May 2020 Question of the Month: Is Meat From a Lab the Future of, Well, Meat?
Share your thoughts about lab-grown meat and food science.
If you believe the hype from some well-financed companies, lab-grown meat that strives to emulate whole animal muscle could pave the way to revolutionizing food production, providing a more sustainable, more ethical alternative to industrial-scale meat production.
For instance, the Colorado-based company Emergy Foods says it has developed a whole cut of vegan-friendly fungi-based steak cultivated from fast-growing mycelium (instead of cows) and is hoping to sell the product under the alternative meat brand Meati Foods.
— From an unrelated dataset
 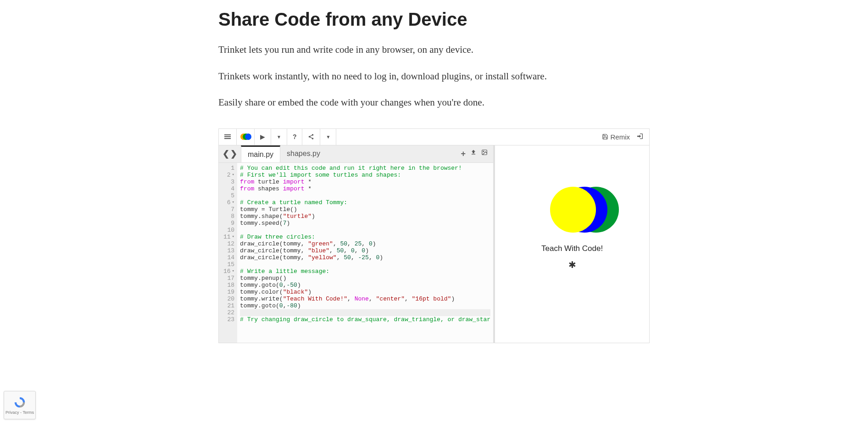 I want to click on remix-button: Remix, so click(x=616, y=137).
Imagine slicing into a vat-grown juicy steak that required no animal to be slaughtered and no use of fertilizers to grow grains for cattle feed.
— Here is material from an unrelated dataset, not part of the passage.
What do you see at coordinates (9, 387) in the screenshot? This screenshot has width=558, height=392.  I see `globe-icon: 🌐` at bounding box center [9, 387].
But getting these types of Jetsons-worthy alt-meats from the petri dish to the steakhouse means overcoming major hurdles: figuring out how to produce large amounts of the new foods; getting a skeptical public to accept cell-cultured and fungal products; and giving the alternatives the texture, taste and nutritional makeup of the real stuff. Low-impact meat that is indistinguishable in all aspects from regular meat will be the holy grail. Researchers at Harvard’s John A. Paulson School of Engineering and Applied Sciences say that rabbit and cow muscle cells they have grown on edible gelatin mimic the texture and consistency of true meat.
Do you think “cultured meat” is a future solution to providing hyperefficient protein? Would you be willing to give up meat sourced from once-live animals for “steak” and “chicken breast” made from fungi and other items? What do you consider the pros and cons of this food science?